The second issue was a little complex. Direct plotting of strings is not well supported in Highcharts, it is usually through 'categories' option of xAxis/yAxis. The data points are plotted corresponding to each of category values in this case. In our case, a field may have duplicates so in categories, the labels are repeated on the axes. So instead of using categories I assigned each distinct string (for a field) an integer value (eg. 1,2,3...), mapped the corresponding string values to integer values and formatted the labels to show the string values instead of the integer map. This helped to solve the following issues:
- Duplicate labels in the axes are removed (as opposed to categories)
- Can now plot them as simple integer values
- In addition to above sorting the array containing the distinct values (inbuilt sort for now) solves the issue where we have a large number of labels and their text get mixed up.

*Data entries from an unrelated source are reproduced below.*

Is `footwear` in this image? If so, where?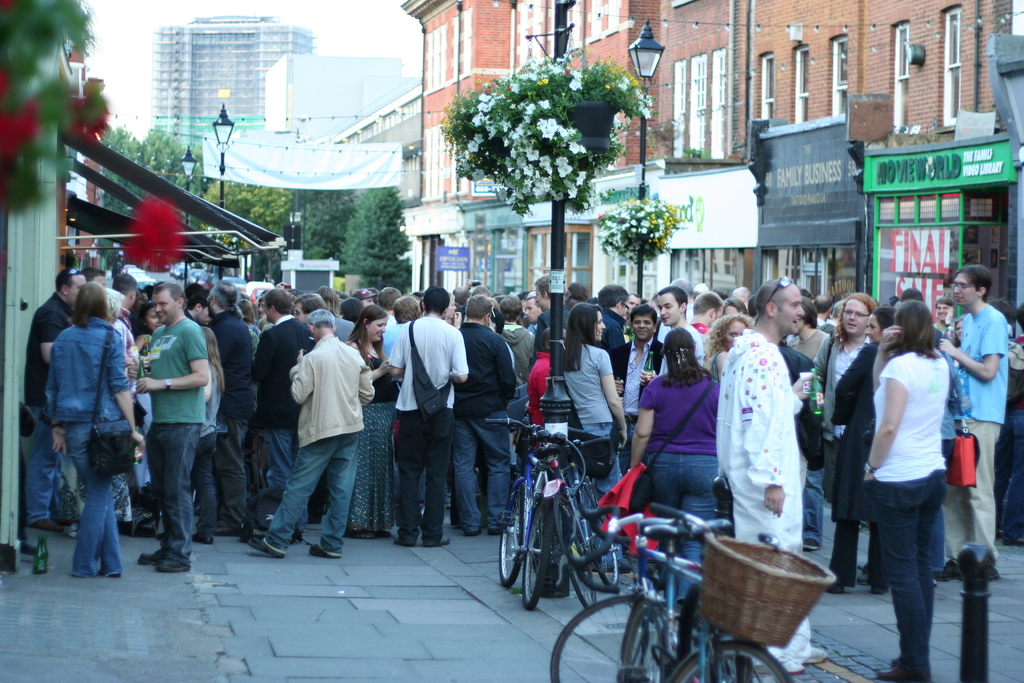
Yes, at (135, 550, 161, 566).
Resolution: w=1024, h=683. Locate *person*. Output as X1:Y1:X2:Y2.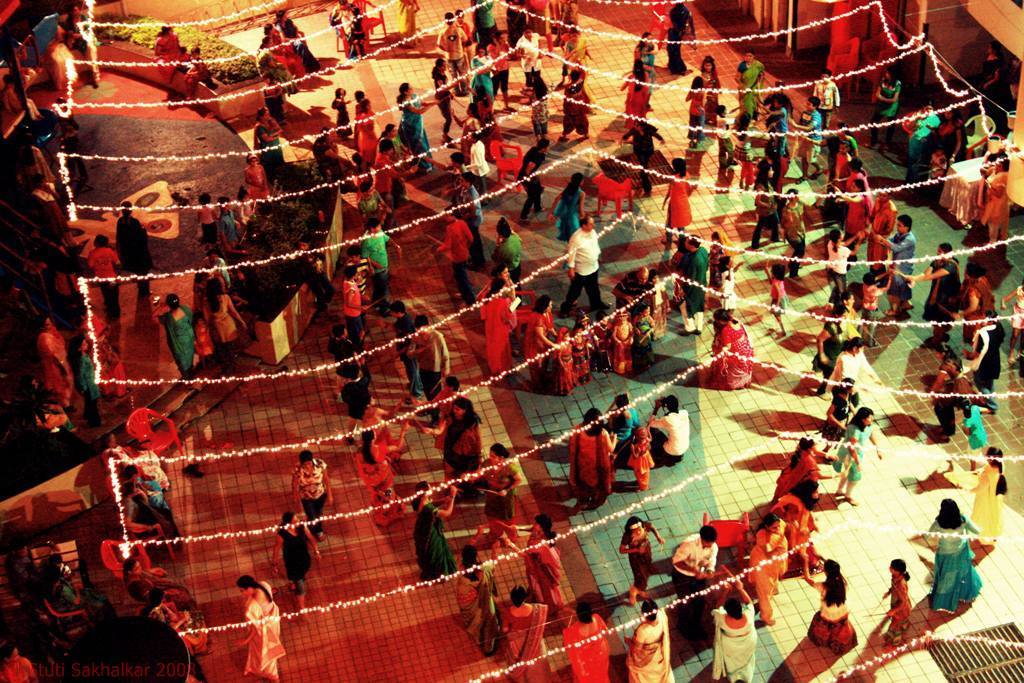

What happens now is like integer labels some divisions are created on the axes and when we zoom in the divisions get smaller and labels within that division are show.
Monday 18 July 2011
GSoC 2011: Week 8
This week's work was to fix bugs and test the interface. Some pending issues were fixed like:
- The display field of a table is the defualt selected value for DataLabel and if not selected it defaults to the display field also.
- The edit functionality was malfunctioning, there were issues with null values on fileds. The Datapoint display form now includes a null checkbox to indicate null value.
- The input phase, when we select the two fields; on selection of a field the data-type,operators and value field change and it takes some time. I was suggested to improve upon the response time there.
- The plot generation process also slow according to some users. If we are accessing the database locally (on the same system) it is relatively fine but when accessed on a remote server, it slows down.
- Depending on the resolution, the plot and the Data point display form can appear adjacent to each other or one below the other (the plot up and the form below it)
- One of the user reported that his chrome browser crashed once on the plot generation phase.
- Some users suggested that the divs are not alligned properly. For example, for a higher resolution when the plot and form appear adjacent to each other, the plot div is slightly higher than the form div. So it did not look good.
- Some users were more interested in have the plot of text fields( fields that are strings and not only numeric), which is not currently available in the interface.